The self-certification policy allowed the government to quickly pump money into a struggling business community during the chaotic months of April and May, by cutting much of the red tape typically associated with loan approvals.
But the broad eligibility criteria and lack of vetting meant that numerous questionably deserving organizations were among the millions of loan recipients. Massive restaurant and hotel chains such as Shake Shack and Sonic benefited handsomely from loans to their affiliates. Debt collectors and high-interest lenders pocketed more than $500 million. A defense contractor with billions in sales received one.
In some cases, the government has tried to claw back money after media outlets highlighted certain recipients. In April, it asked publicly traded companies to return money, and it later accused local Planned Parenthood affiliates of improperly accessing PPP loans.
It’s unclear whether the SBA will take issue with anti-vaccination groups receiving PPP funding.
Carol Wilkerson, a spokeswoman for the SBA, declined to comment on whether the anti-vaccine organizations were legally eligible for the loans they received. She added that the agency is reviewing loan forgiveness applications to ensure compliance with the rules, and that the next round of PPP funding will include more vetting on the front end before an organization receives a loan.
She suggested that the organizations in question probably did meet the requirements; the PPP program was open to a wide range of businesses and nonprofit groups.
“In general, if PPP applicants [or] borrowers met the requirements, they got a loan,” Wilkerson said.
The SBA has previously said in informational materials that a business appearing in its PPP loan database “doesn’t mean that SBA has made an affirmative declaration that a borrower is eligible.”
Misinformation about the coronavirus has spread widely across social media throughout the pandemic, shared by everyday people as well as anti-vaccine activists and supporters of the QAnon conspiracy theory. Now, some of those groups have turned their attention to the vaccines, making baseless arguments, for example, that the U.S. government will force people to receive the shots, that they contain microchips and that recipients will be compelled to wear some biological marker to prove that they had the vaccine.
The social media pages of the anti-vaccine groups point to articles and research highlighting stories of adverse effects of the coronavirus vaccines, or warning against forced vaccinations and passports, or the dangers of masks. Many of the posts are factual, but use fearmongering or present a distorted picture of the dangers of vaccines.

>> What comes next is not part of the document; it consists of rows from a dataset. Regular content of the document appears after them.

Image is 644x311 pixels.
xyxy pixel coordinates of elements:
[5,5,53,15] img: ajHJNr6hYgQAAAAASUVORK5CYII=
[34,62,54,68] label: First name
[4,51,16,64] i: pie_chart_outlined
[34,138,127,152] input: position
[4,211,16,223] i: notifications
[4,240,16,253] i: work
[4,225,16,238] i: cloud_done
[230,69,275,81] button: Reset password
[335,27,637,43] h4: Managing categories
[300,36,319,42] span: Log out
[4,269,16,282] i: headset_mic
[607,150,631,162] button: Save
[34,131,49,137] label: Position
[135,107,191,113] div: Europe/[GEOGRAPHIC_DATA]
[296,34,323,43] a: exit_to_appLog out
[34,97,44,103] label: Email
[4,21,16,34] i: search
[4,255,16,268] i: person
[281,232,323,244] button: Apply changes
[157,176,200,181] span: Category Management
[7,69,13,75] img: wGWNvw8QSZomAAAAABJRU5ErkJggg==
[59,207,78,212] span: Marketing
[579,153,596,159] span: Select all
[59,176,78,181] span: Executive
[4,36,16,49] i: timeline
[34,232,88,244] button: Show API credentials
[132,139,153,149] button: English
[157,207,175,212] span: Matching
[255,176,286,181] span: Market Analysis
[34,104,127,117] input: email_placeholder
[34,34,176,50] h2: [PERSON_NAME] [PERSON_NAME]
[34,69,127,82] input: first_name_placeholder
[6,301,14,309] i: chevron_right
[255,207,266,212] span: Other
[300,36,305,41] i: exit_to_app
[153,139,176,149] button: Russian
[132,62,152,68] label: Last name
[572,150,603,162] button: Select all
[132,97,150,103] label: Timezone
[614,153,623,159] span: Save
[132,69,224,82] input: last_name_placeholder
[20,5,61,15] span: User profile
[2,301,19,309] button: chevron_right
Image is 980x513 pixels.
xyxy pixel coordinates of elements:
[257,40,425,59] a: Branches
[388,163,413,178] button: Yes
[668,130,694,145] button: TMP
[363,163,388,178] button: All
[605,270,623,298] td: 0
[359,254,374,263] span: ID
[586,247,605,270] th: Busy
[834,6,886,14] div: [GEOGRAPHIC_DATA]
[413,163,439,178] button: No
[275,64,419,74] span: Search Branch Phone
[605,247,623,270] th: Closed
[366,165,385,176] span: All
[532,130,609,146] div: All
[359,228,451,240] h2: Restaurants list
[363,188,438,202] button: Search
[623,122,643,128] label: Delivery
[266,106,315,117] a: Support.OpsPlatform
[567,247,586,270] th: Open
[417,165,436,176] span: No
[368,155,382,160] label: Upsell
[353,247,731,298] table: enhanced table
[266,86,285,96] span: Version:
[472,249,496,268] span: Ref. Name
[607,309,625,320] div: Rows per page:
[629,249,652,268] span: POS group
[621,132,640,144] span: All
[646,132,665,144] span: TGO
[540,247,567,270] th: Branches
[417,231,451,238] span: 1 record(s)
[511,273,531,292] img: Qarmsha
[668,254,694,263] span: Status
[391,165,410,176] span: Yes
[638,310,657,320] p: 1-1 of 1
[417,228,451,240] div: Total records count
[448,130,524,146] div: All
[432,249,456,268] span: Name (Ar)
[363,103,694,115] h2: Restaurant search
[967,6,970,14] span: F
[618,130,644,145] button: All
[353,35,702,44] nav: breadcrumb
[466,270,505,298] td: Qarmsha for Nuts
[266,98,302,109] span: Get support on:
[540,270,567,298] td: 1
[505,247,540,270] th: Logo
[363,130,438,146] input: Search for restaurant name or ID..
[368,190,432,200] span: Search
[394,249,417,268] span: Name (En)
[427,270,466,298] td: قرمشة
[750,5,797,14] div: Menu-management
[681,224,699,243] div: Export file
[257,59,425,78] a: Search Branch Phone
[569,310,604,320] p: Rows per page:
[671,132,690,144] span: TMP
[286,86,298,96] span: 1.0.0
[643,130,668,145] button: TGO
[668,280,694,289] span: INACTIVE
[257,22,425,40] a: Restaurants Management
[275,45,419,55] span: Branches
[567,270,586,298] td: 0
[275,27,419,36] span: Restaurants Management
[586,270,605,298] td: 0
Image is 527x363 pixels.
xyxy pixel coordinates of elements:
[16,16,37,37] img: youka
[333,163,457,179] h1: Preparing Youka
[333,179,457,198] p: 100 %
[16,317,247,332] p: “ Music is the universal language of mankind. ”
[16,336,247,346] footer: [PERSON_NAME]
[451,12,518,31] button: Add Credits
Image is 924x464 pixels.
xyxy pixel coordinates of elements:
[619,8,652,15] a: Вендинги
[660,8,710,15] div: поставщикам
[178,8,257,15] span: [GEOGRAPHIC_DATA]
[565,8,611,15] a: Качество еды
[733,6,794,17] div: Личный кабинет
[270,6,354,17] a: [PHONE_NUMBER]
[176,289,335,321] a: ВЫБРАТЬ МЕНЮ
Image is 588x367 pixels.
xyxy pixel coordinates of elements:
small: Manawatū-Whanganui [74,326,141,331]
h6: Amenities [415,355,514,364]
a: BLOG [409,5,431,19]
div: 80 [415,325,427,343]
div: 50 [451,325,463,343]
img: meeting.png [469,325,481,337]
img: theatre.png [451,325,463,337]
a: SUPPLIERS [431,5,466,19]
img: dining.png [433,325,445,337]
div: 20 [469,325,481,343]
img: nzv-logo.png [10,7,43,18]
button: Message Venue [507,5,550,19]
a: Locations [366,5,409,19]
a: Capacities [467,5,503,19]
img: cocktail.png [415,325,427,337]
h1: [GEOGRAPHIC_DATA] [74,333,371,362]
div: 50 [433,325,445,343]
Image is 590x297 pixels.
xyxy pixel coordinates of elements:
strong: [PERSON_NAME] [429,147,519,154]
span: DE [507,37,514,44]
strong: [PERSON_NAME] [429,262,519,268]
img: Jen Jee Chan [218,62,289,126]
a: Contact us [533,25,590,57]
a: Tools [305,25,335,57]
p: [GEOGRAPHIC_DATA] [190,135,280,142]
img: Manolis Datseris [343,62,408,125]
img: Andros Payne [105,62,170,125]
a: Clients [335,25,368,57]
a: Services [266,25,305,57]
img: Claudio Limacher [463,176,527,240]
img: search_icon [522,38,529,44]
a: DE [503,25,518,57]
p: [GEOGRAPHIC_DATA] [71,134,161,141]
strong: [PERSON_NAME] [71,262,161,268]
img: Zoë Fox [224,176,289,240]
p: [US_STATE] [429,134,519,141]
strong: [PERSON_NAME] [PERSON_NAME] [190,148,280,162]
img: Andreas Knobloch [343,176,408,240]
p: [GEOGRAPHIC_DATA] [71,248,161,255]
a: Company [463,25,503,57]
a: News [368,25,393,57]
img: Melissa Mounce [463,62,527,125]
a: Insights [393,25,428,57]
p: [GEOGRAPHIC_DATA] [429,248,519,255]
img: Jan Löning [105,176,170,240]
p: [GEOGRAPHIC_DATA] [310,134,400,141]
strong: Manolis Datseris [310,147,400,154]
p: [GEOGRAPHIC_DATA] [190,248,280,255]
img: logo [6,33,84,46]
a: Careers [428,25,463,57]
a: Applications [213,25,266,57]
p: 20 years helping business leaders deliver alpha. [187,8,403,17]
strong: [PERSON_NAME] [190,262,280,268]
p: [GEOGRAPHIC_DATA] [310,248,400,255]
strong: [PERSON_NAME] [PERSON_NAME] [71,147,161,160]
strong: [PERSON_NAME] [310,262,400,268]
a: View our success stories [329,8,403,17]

Facebook has banned misinformation about the coronavirus and the vaccines, and has cracked down on large Facebook groups that oppose or question vaccination, including four of the five groups that received the PPP loans, spokeswoman Dani Lever said.
In recent months, the company also suspended two major groups, including the 100,000-plus-member Stop Mandatory Vaccination, as well as pages belonging to several of the movement’s leading figures. The National Vaccine Information Center is also prohibited from advertising, and the Informed Consent Action Network’s page has been labeled with a link to the World Health Organization and is not being recommended to users by the company’s algorithms, Lever said.
The company did not ban the groups for misinformation, but for what it said was spammy and abusive behavior, such as using paid troll farms in Macedonia and the Philippines to spread messages.
Despite Facebook’s actions, major anti-vaccine accounts on social media platforms have gained more than 10 million followers since 2019, including 4 million additional followers on Instagram and 1 million on Facebook, according to the Center for Countering Digital Hate.
“These organizations have been sowing the seeds of doubt about vaccines and public health for years,” said Erica DeWald, advocacy director at Vaccinate Your Family, a nonprofit pro-vaccine organization.
“Now, in the middle of a pandemic, they are accepting funds for the chaos they’ve helped to create,” she said.